Harriet Wiseman

Harriet Wiseman is a Philadelphia wife, mother of two, and grandmother who began painting in 1993 at the suggestion of a therapist. As a way to access her memories and emotions, drawing and painting opened the floodgates to her expression; she has been working prolifically ever since.

 

Harriet Wiseman, Galerie Bonheur

 

Wiseman paints on antique book covers, which she collects, as well as wood, and less often canvas or paper. Her subjects emerge out of the abstract patterning of the book covers, her role is to flesh out what she sees. Wiseman also began to see images in her paint palettes.

Most of the paintings on wood were originally Wiseman’s palettes, some as large as table tops, that she has worked into refined, colorful portraits.

Wisman’s painting is sometimes raw and direct, her colors brooding, and shadowed. Sometimes more intentional design elements and bold, complicated color relationships are prominent, reflecting her former career as a jewelry designer. Wiseman maintains an automatic method of working where she places her focus on visual pattern, whether the design of a book cover or the arrangement of blotches of color on her paint palette. Then Wiseman’s work begins to reveal itself to her. Concentration on materials is echoed in Wiseman’s subject matter, where she draws from personal history as well as a larger history of women. She focuses on material culture such as clothing and jewelry to note the time and place of her subjects, and hint at the importance of these personal stylistic choices in women’s lives as modes of expression.

Wiseman’s subjects stare out at the viewer with deep eyes telling of complex internal lives beneath the surface. This suggestion of deeply personal worlds in the minds of her subjects is a reflection of Wiseman’s need to communicate her own private world, and in this sense her paintings are all self-portraits. But Wiseman also reaches beyond herself, connecting her story to a universal one.

A respect and reverence for the past is evident in her work, it appeals to a broad audience. Harriet Wiseman, a well educated, well traveled woman, does not fit any stereotype about self-taught artists. Wiseman’s artwork reminds us that creative impulse is a human need that can no more easily be categorized or defined than contained; she is a true artist, telling a story she is compelled to tell.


**Exercise requirements**
Copy each line of the material below that includes the string "months".

**Data**
----
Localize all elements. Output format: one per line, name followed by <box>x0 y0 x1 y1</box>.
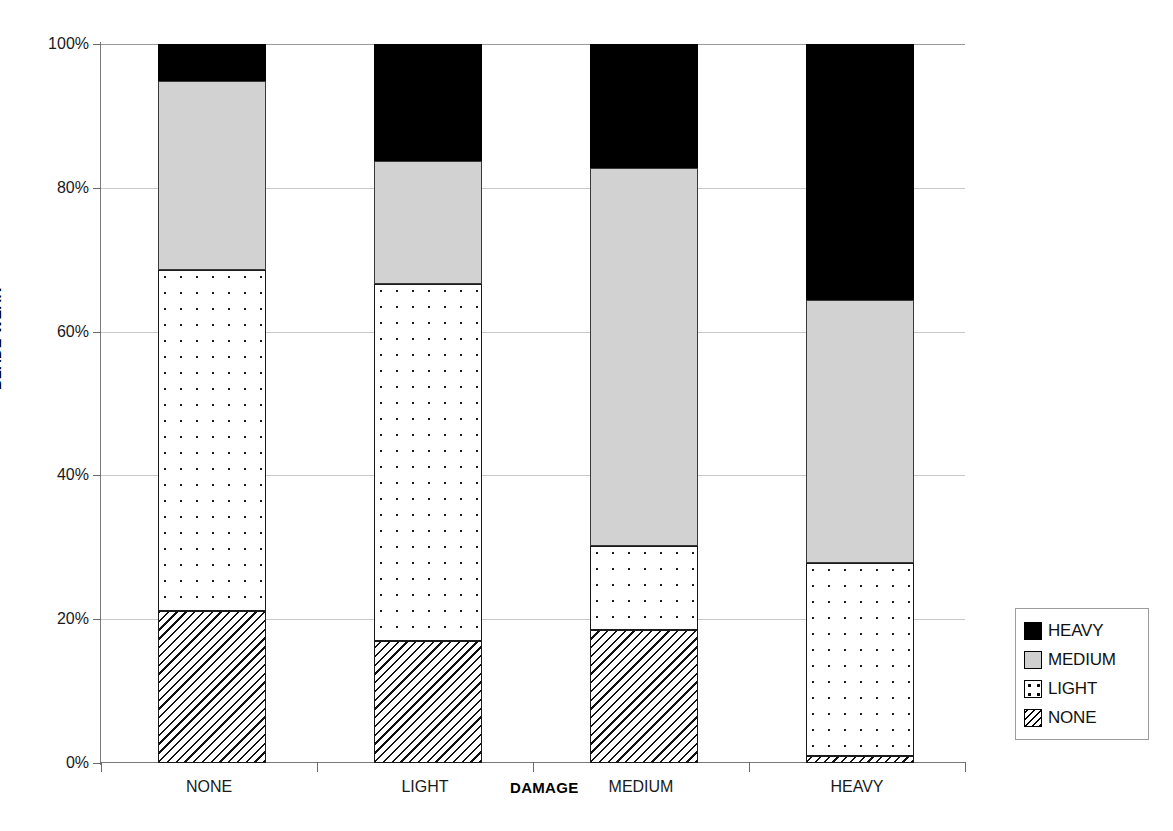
y-tick-100 <box>93 44 101 45</box>
bar-segment-light <box>158 270 266 612</box>
x-tick-label-light: LIGHT <box>317 778 533 796</box>
hatched-swatch-icon <box>1024 709 1042 727</box>
bar-segment-none <box>374 641 482 763</box>
x-category-separator <box>749 762 750 772</box>
legend-label-light: LIGHT <box>1048 679 1097 699</box>
legend-item-none[interactable]: NONE <box>1024 703 1140 732</box>
y-tick-label-0: 0% <box>66 754 89 772</box>
bar-segment-light <box>374 284 482 641</box>
legend-label-none: NONE <box>1048 708 1096 728</box>
legend-item-heavy[interactable]: HEAVY <box>1024 616 1140 645</box>
legend-item-medium[interactable]: MEDIUM <box>1024 645 1140 674</box>
bar-segment-medium <box>590 168 698 546</box>
bar-segment-none <box>590 630 698 763</box>
x-axis-title: DAMAGE <box>510 779 578 796</box>
black-solid-swatch-icon <box>1024 622 1042 640</box>
dotted-swatch-icon <box>1024 680 1042 698</box>
y-tick-label-20: 20% <box>57 610 89 628</box>
x-category-separator <box>965 762 966 772</box>
y-tick-0 <box>93 763 101 764</box>
bar-segment-heavy <box>590 44 698 168</box>
bar-segment-light <box>590 546 698 630</box>
bar-segment-medium <box>806 300 914 563</box>
bar-segment-medium <box>374 161 482 284</box>
y-tick-label-100: 100% <box>48 35 89 53</box>
y-tick-40 <box>93 475 101 476</box>
legend-label-medium: MEDIUM <box>1048 650 1116 670</box>
bar-segment-heavy <box>806 44 914 300</box>
legend-item-light[interactable]: LIGHT <box>1024 674 1140 703</box>
bar-segment-heavy <box>374 44 482 161</box>
y-tick-60 <box>93 332 101 333</box>
y-tick-label-40: 40% <box>57 466 89 484</box>
x-category-separator <box>101 762 102 772</box>
x-tick-label-heavy: HEAVY <box>749 778 965 796</box>
chart-legend: HEAVY MEDIUM LIGHT NONE <box>1015 608 1149 740</box>
legend-label-heavy: HEAVY <box>1048 621 1103 641</box>
y-tick-label-80: 80% <box>57 179 89 197</box>
gray-solid-swatch-icon <box>1024 651 1042 669</box>
y-tick-20 <box>93 619 101 620</box>
bar-segment-medium <box>158 81 266 270</box>
x-category-separator <box>317 762 318 772</box>
x-category-separator <box>533 762 534 772</box>
bar-segment-none <box>158 611 266 763</box>
bar-segment-heavy <box>158 44 266 81</box>
plot-area <box>101 44 965 763</box>
bar-segment-none <box>806 756 914 763</box>
stacked-bar-chart: 100% 80% 60% 40% 20% 0% BLADE WEAR NONE … <box>0 0 1173 831</box>
y-tick-label-60: 60% <box>57 323 89 341</box>
x-tick-label-none: NONE <box>101 778 317 796</box>
bar-segment-light <box>806 563 914 756</box>
y-tick-80 <box>93 188 101 189</box>
y-axis-title: BLADE WEAR <box>0 288 4 390</box>
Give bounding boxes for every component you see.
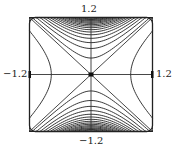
origin-marker [89, 73, 94, 77]
left-edge-marker [29, 71, 32, 78]
y-min-label: −1.2 [79, 136, 103, 146]
right-edge-marker [151, 71, 154, 78]
x-max-label: 1.2 [156, 69, 172, 79]
x-min-label: −1.2 [3, 69, 27, 79]
y-max-label: 1.2 [81, 4, 97, 14]
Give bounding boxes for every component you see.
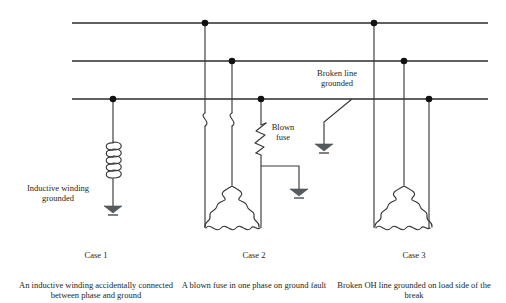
break-jog-case2-b xyxy=(230,113,234,126)
case-3-description: Broken OH line grounded on load side of … xyxy=(328,280,500,300)
node-case1-bottom xyxy=(110,96,117,103)
case-2-title: Case 2 xyxy=(180,250,328,260)
node-case3-top xyxy=(371,20,378,27)
case-3-caption: Case 3 Broken OH line grounded on load s… xyxy=(328,231,500,303)
case-3-title: Case 3 xyxy=(328,250,500,260)
case-2-description: A blown fuse in one phase on ground faul… xyxy=(180,280,328,290)
broken-line-drop xyxy=(324,99,352,145)
case-1-caption: Case 1 An inductive winding accidentally… xyxy=(6,231,186,303)
annotation-broken-line-grounded: Broken line grounded xyxy=(300,68,374,88)
delta-winding-case3 xyxy=(375,186,432,230)
annotation-inductive-winding-grounded: Inductive winding grounded xyxy=(6,183,110,203)
inductor-coil xyxy=(106,142,121,178)
delta-winding-case2 xyxy=(205,185,261,230)
broken-line-grounded-circuit xyxy=(315,99,352,153)
break-jog-case2-a xyxy=(203,113,207,126)
ground-symbol-case1 xyxy=(104,206,122,215)
node-case2-middle xyxy=(229,58,236,65)
phase-line-group xyxy=(72,23,488,99)
schematic-figure: Inductive winding grounded Blown fuse Br… xyxy=(0,0,506,303)
ground-symbol-broken-line xyxy=(315,144,333,153)
ground-symbol-case2 xyxy=(290,189,308,198)
case-2-caption: Case 2 A blown fuse in one phase on grou… xyxy=(180,231,328,303)
node-case2-top xyxy=(202,20,209,27)
node-case2-bottom xyxy=(258,96,265,103)
node-case3-middle xyxy=(401,58,408,65)
case-3-circuit xyxy=(374,23,432,230)
case2-ground-branch xyxy=(261,166,299,190)
annotation-blown-fuse: Blown fuse xyxy=(262,122,304,142)
node-case3-bottom xyxy=(426,96,433,103)
case-1-description: An inductive winding accidentally connec… xyxy=(6,280,186,300)
case-1-title: Case 1 xyxy=(6,250,186,260)
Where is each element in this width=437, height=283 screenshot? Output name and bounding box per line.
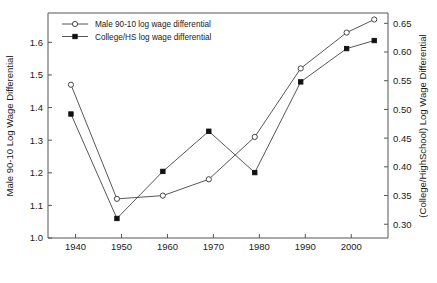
legend-label-1: College/HS log wage differential [95,33,212,42]
data-point [253,170,257,174]
data-point [298,66,303,71]
y2-tick-label: 0.45 [393,133,412,144]
data-point [206,177,211,182]
data-point [344,46,348,50]
data-point [161,169,165,173]
y2-tick-label: 0.30 [393,219,412,230]
data-point [372,38,376,42]
y-tick-label: 1.6 [30,37,43,48]
y-tick-label: 1.5 [30,69,43,80]
data-point [252,134,257,139]
y-axis-right-title: (College/HighSchool) Log Wage Differenti… [417,34,428,217]
data-point [160,193,165,198]
x-tick-label: 1960 [157,241,178,252]
data-point [68,82,73,87]
x-tick-label: 2000 [341,241,362,252]
y-tick-label: 1.1 [30,200,43,211]
y-tick-label: 1.4 [30,102,43,113]
y-axis-left-title: Male 90-10 Log Wage Differential [4,56,15,197]
x-tick-label: 1950 [111,241,132,252]
y-tick-label: 1.3 [30,135,43,146]
y2-tick-label: 0.35 [393,190,412,201]
y2-tick-label: 0.40 [393,161,412,172]
y2-tick-label: 0.60 [393,46,412,57]
data-point [344,30,349,35]
y2-tick-label: 0.55 [393,75,412,86]
data-point [69,112,73,116]
x-tick-label: 1970 [203,241,224,252]
x-tick-label: 1940 [65,241,86,252]
x-tick-label: 1980 [249,241,270,252]
data-point [299,80,303,84]
data-point [114,196,119,201]
y2-tick-label: 0.65 [393,18,412,29]
x-tick-label: 1990 [295,241,316,252]
data-point [115,216,119,220]
legend-marker-open-circle [72,21,77,26]
y2-tick-label: 0.50 [393,104,412,115]
legend-label-0: Male 90-10 log wage differential [95,20,211,29]
y-tick-label: 1.2 [30,167,43,178]
legend-marker-filled-square [73,34,77,38]
y-tick-label: 1.0 [30,232,43,243]
data-point [372,17,377,22]
data-point [207,129,211,133]
chart-container: 1.01.11.21.31.41.51.6 0.300.350.400.450.… [0,0,437,283]
wage-differential-line-chart: 1.01.11.21.31.41.51.6 0.300.350.400.450.… [0,0,437,283]
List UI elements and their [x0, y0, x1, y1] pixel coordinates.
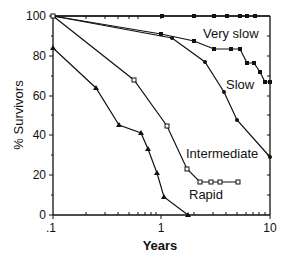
x-axis-label: Years [143, 238, 178, 253]
survival-chart: 0 20 40 60 80 100 .1 1 10 Years % Surviv… [0, 0, 290, 260]
x-tick-labels: .1 1 10 [46, 221, 277, 235]
svg-text:20: 20 [33, 168, 47, 182]
y-axis-label: % Survivors [11, 80, 26, 150]
svg-text:40: 40 [33, 128, 47, 142]
svg-text:Rapid: Rapid [189, 187, 223, 202]
svg-text:10: 10 [263, 221, 277, 235]
series-labels: Very slow Slow Intermediate Rapid [186, 26, 259, 202]
svg-text:Intermediate: Intermediate [186, 146, 258, 161]
svg-text:Very slow: Very slow [203, 26, 259, 41]
svg-text:.1: .1 [46, 221, 56, 235]
svg-text:0: 0 [39, 208, 46, 222]
axes [53, 16, 270, 215]
y-tick-labels: 0 20 40 60 80 100 [26, 9, 46, 222]
svg-text:1: 1 [158, 221, 165, 235]
svg-text:Slow: Slow [226, 77, 255, 92]
svg-text:100: 100 [26, 9, 46, 23]
svg-text:80: 80 [33, 49, 47, 63]
svg-text:60: 60 [33, 89, 47, 103]
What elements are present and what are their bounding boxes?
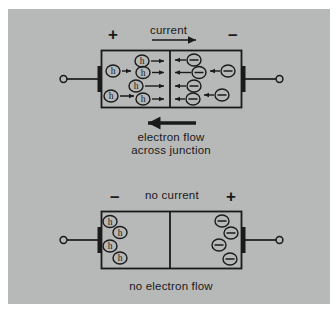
electron-flow-caption-line1: electron flow (111, 131, 231, 144)
svg-text:h: h (109, 91, 114, 101)
polarity-right-reverse: + (226, 188, 236, 205)
electron-carrier (224, 227, 238, 239)
hole-carrier: h (136, 93, 164, 105)
electron-carrier (204, 89, 229, 101)
hole-carrier: h (135, 55, 164, 67)
electron-carrier (175, 93, 200, 105)
hole-carrier: h (136, 67, 164, 79)
svg-text:h: h (108, 217, 113, 227)
terminal-left-reverse (60, 237, 67, 244)
svg-text:h: h (118, 253, 123, 263)
hole-carrier: h (113, 252, 127, 264)
hole-carrier: h (104, 90, 134, 102)
electron-carriers-reverse (212, 215, 238, 265)
hole-carrier: h (106, 65, 131, 77)
svg-text:h: h (111, 66, 116, 76)
terminal-right-reverse (276, 237, 283, 244)
current-label: current (150, 24, 187, 37)
polarity-left-reverse: – (110, 188, 120, 205)
hole-carrier: h (129, 80, 164, 92)
svg-text:h: h (118, 228, 123, 238)
hole-carrier: h (103, 240, 117, 252)
diode-bias-figure: h h h h (0, 0, 336, 310)
svg-text:h: h (141, 94, 146, 104)
electron-carrier (223, 253, 237, 265)
electron-carrier (215, 215, 229, 227)
electron-carrier (210, 65, 235, 77)
hole-carrier: h (113, 227, 127, 239)
reverse-bias-diagram: h h h h (60, 212, 283, 269)
electron-carriers-forward (175, 54, 235, 105)
terminal-right-forward (276, 76, 283, 83)
hole-carriers-forward: h h h h (104, 55, 164, 105)
hole-carrier: h (103, 216, 117, 228)
svg-text:h: h (134, 81, 139, 91)
diode-body-forward (102, 51, 242, 108)
forward-bias-diagram: h h h h (60, 40, 283, 123)
svg-text:h: h (141, 68, 146, 78)
diode-body-reverse (102, 212, 242, 269)
no-current-label: no current (145, 189, 199, 202)
electron-carrier (175, 67, 206, 79)
electron-carrier (212, 239, 226, 251)
polarity-right-forward: – (228, 26, 238, 43)
terminal-left-forward (60, 76, 67, 83)
no-electron-flow-caption: no electron flow (111, 280, 231, 293)
hole-carriers-reverse: h h h h (103, 216, 127, 265)
polarity-left-forward: + (108, 26, 118, 43)
svg-text:h: h (140, 56, 145, 66)
svg-text:h: h (108, 241, 113, 251)
electron-flow-caption-line2: across junction (111, 144, 231, 157)
electron-carrier (175, 80, 201, 92)
electron-carrier (175, 54, 201, 66)
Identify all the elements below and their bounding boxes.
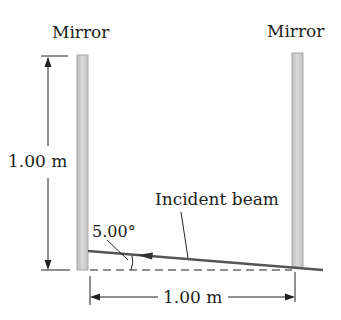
angle-arc bbox=[131, 255, 133, 270]
mirror-right bbox=[292, 53, 303, 268]
arrow-up-icon bbox=[45, 57, 52, 67]
mirror-left bbox=[77, 55, 88, 270]
arrow-left-icon bbox=[90, 294, 100, 301]
angle-leader-line bbox=[107, 240, 128, 260]
diagram-svg: Mirror Mirror 1.00 m 5.00° Incident beam bbox=[0, 0, 341, 320]
mirror-right-label: Mirror bbox=[267, 21, 325, 41]
arrow-down-icon bbox=[45, 260, 52, 270]
incident-beam bbox=[88, 251, 323, 270]
mirror-left-label: Mirror bbox=[52, 22, 110, 42]
height-dimension-label: 1.00 m bbox=[8, 151, 67, 171]
incident-beam-leader-line bbox=[181, 212, 188, 258]
angle-label: 5.00° bbox=[92, 222, 136, 241]
incident-beam-label: Incident beam bbox=[155, 189, 279, 209]
mirror-diagram: Mirror Mirror 1.00 m 5.00° Incident beam bbox=[0, 0, 341, 320]
width-dimension-label: 1.00 m bbox=[163, 287, 222, 307]
arrow-right-icon bbox=[285, 294, 295, 301]
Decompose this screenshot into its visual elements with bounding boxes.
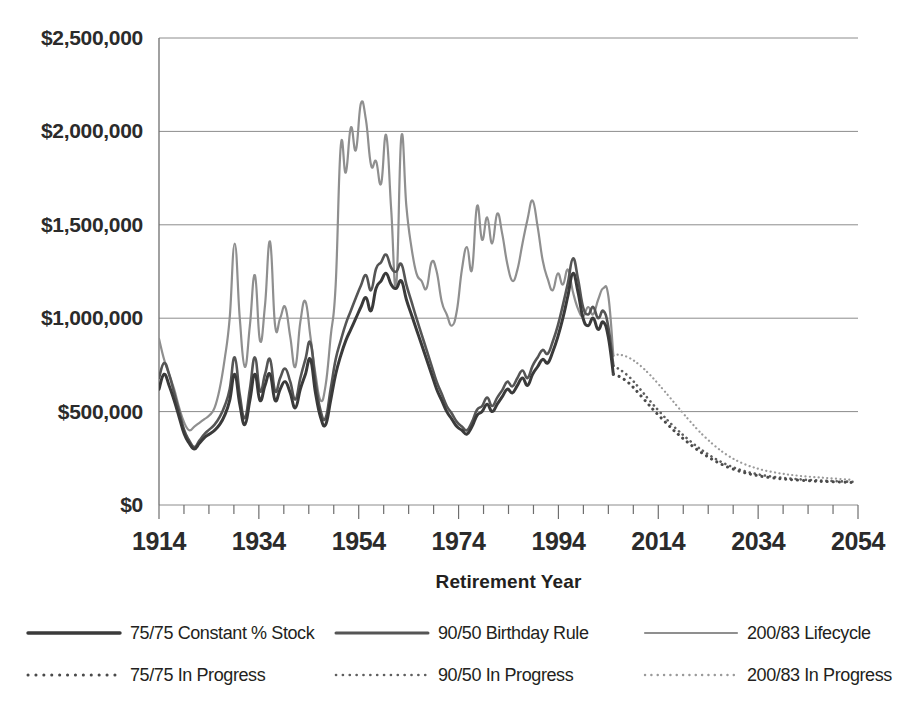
- chart-legend: 75/75 Constant % Stock90/50 Birthday Rul…: [28, 623, 892, 685]
- y-axis-tick-label: $2,500,000: [41, 26, 143, 49]
- x-axis-tick-label: 1994: [531, 527, 586, 555]
- retirement-balance-chart: $0$500,000$1,000,000$1,500,000$2,000,000…: [0, 0, 901, 713]
- x-axis-tick-label: 1914: [132, 527, 187, 555]
- series-line: [613, 366, 853, 482]
- series-group: [159, 101, 853, 482]
- series-line: [159, 101, 613, 430]
- legend-item[interactable]: 200/83 Lifecycle: [645, 623, 871, 643]
- legend-label: 90/50 In Progress: [438, 665, 574, 685]
- x-axis-tick-label: 1934: [232, 527, 287, 555]
- series-line: [613, 374, 853, 482]
- x-axis-tick-label: 1954: [332, 527, 387, 555]
- y-axis-tick-label: $2,000,000: [41, 119, 143, 142]
- x-axis-tick-label: 2034: [731, 527, 786, 555]
- legend-item[interactable]: 200/83 In Progress: [645, 665, 892, 685]
- x-axis-title: Retirement Year: [436, 571, 582, 592]
- legend-item[interactable]: 75/75 In Progress: [28, 665, 266, 685]
- legend-item[interactable]: 90/50 In Progress: [336, 665, 574, 685]
- y-axis-tick-label: $500,000: [58, 400, 143, 423]
- chart-canvas: $0$500,000$1,000,000$1,500,000$2,000,000…: [0, 0, 901, 713]
- legend-label: 200/83 Lifecycle: [747, 623, 871, 643]
- legend-label: 200/83 In Progress: [747, 665, 892, 685]
- series-line: [159, 255, 613, 448]
- y-axis-tick-label: $1,000,000: [41, 306, 143, 329]
- series-line: [613, 355, 853, 480]
- legend-label: 75/75 In Progress: [130, 665, 266, 685]
- x-axis-tick-label: 1974: [432, 527, 487, 555]
- y-axis-tick-label: $0: [120, 493, 143, 516]
- x-axis-tick-label: 2014: [631, 527, 686, 555]
- x-axis-ticks: [159, 505, 858, 519]
- series-line: [159, 273, 613, 449]
- legend-item[interactable]: 90/50 Birthday Rule: [336, 623, 589, 643]
- legend-label: 75/75 Constant % Stock: [130, 623, 316, 643]
- legend-label: 90/50 Birthday Rule: [438, 623, 589, 643]
- y-axis-tick-label: $1,500,000: [41, 213, 143, 236]
- x-axis-tick-label: 2054: [831, 527, 886, 555]
- legend-item[interactable]: 75/75 Constant % Stock: [28, 623, 316, 643]
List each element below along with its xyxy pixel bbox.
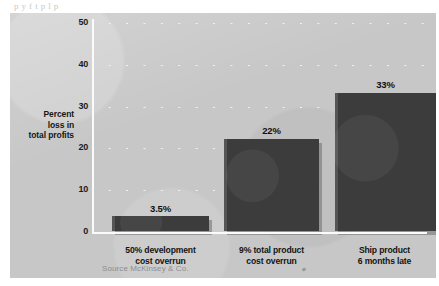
category-label-3-line-1: Ship product [329, 245, 436, 256]
category-label-2: 9% total product cost overrun [216, 245, 327, 266]
y-axis-title-line-2: loss in [12, 120, 74, 131]
y-axis-title-line-3: total profits [12, 130, 74, 141]
y-tick-10: 10 [18, 185, 88, 194]
y-tick-20: 20 [18, 143, 88, 152]
chart-figure: 3.5% 22% 33% 50 40 30 20 10 0 Percent lo… [10, 13, 436, 278]
source-note: Source McKinsey & Co. [102, 264, 189, 273]
y-axis-title: Percent loss in total profits [12, 109, 74, 141]
x-axis-line [92, 232, 427, 234]
y-tick-0: 0 [18, 227, 88, 236]
category-label-3: Ship product 6 months late [329, 245, 436, 266]
scan-text-artifact: p y f t p l p [0, 0, 439, 12]
category-label-1-line-1: 50% development [104, 245, 217, 256]
bar-value-2: 22% [224, 125, 319, 136]
y-tick-40: 40 [18, 60, 88, 69]
category-label-2-line-1: 9% total product [216, 245, 327, 256]
plot-area: 3.5% 22% 33% [94, 22, 425, 231]
category-label-2-line-2: cost overrun [216, 256, 327, 267]
bar-1[interactable] [112, 216, 209, 231]
bar-2[interactable] [224, 139, 319, 231]
bar-slot-2: 22% [224, 22, 319, 231]
bar-slot-1: 3.5% [112, 22, 209, 231]
y-axis-title-line-1: Percent [12, 109, 74, 120]
category-label-1: 50% development cost overrun [104, 245, 217, 266]
bar-value-1: 3.5% [112, 203, 209, 214]
y-tick-50: 50 [18, 18, 88, 27]
category-label-3-line-2: 6 months late [329, 256, 436, 267]
bar-3[interactable] [335, 93, 436, 231]
y-axis-line [92, 19, 94, 234]
bar-slot-3: 33% [335, 22, 436, 231]
bar-value-3: 33% [335, 79, 436, 90]
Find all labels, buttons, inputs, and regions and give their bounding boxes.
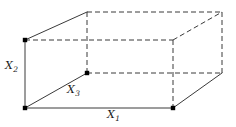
vertex-dot-front-bottom-right (171, 106, 175, 110)
vertex-dot-back-bottom-left (85, 71, 89, 75)
solid-edges-group (25, 12, 222, 108)
right-depth-diagonal-edge (173, 73, 222, 108)
edge-label-x1: X1 (107, 109, 120, 120)
top-left-depth-diagonal-edge (25, 12, 87, 40)
box-diagram-svg (0, 0, 236, 127)
edge-label-x2: X2 (5, 60, 18, 71)
edge-label-x2-base: X (5, 59, 13, 72)
edge-label-x3-subscript: 3 (75, 89, 80, 98)
vertex-dot-front-bottom-left (23, 106, 27, 110)
edge-label-x3-base: X (67, 83, 75, 96)
vertex-dots-group (23, 38, 175, 110)
edge-label-x3: X3 (67, 84, 80, 95)
edge-label-x2-subscript: 2 (13, 65, 18, 74)
edge-label-x1-subscript: 1 (115, 114, 120, 123)
vertex-dot-front-top-left (23, 38, 27, 42)
top-right-depth-diagonal-edge (173, 12, 222, 40)
edge-label-x1-base: X (107, 108, 115, 121)
box-diagram-figure: X2 X3 X1 (0, 0, 236, 127)
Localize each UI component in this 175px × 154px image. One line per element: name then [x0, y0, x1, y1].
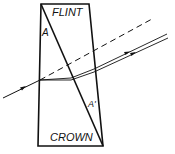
prism-diagram: FLINT A A' CROWN — [0, 0, 175, 154]
flint-label: FLINT — [52, 6, 84, 18]
angle-a-label: A — [41, 27, 49, 38]
glass-interface-line — [41, 4, 103, 146]
crown-label: CROWN — [50, 131, 93, 143]
emergent-ray-1 — [94, 34, 167, 69]
angle-a-prime-label: A' — [87, 99, 96, 109]
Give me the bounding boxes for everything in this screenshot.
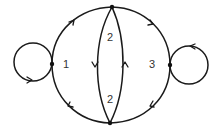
label-right: 3	[149, 58, 155, 70]
label-left: 1	[63, 58, 69, 70]
edge-bottom-to-left	[52, 64, 110, 123]
edge-left-to-top	[52, 7, 112, 64]
edge-right-to-bottom	[110, 65, 170, 123]
node-top	[110, 5, 114, 9]
arrow-bottom-to-left-icon	[68, 102, 73, 107]
edge-bottom-to-top	[110, 7, 123, 123]
node-right	[168, 63, 172, 67]
right-self-loop	[170, 46, 208, 84]
edge-top-to-bottom	[97, 7, 112, 123]
node-left	[50, 62, 54, 66]
left-self-loop	[14, 43, 52, 81]
label-inner-top: 2	[107, 31, 113, 43]
node-bottom	[108, 121, 112, 125]
graph-diagram: 1 3 2 2	[0, 0, 222, 129]
label-inner-bottom: 2	[107, 93, 113, 105]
----
**Worked solution**
category-label-3: Ship product 6 months late [329, 245, 436, 266]
category-label-3-line-2: 6 months late [329, 256, 436, 267]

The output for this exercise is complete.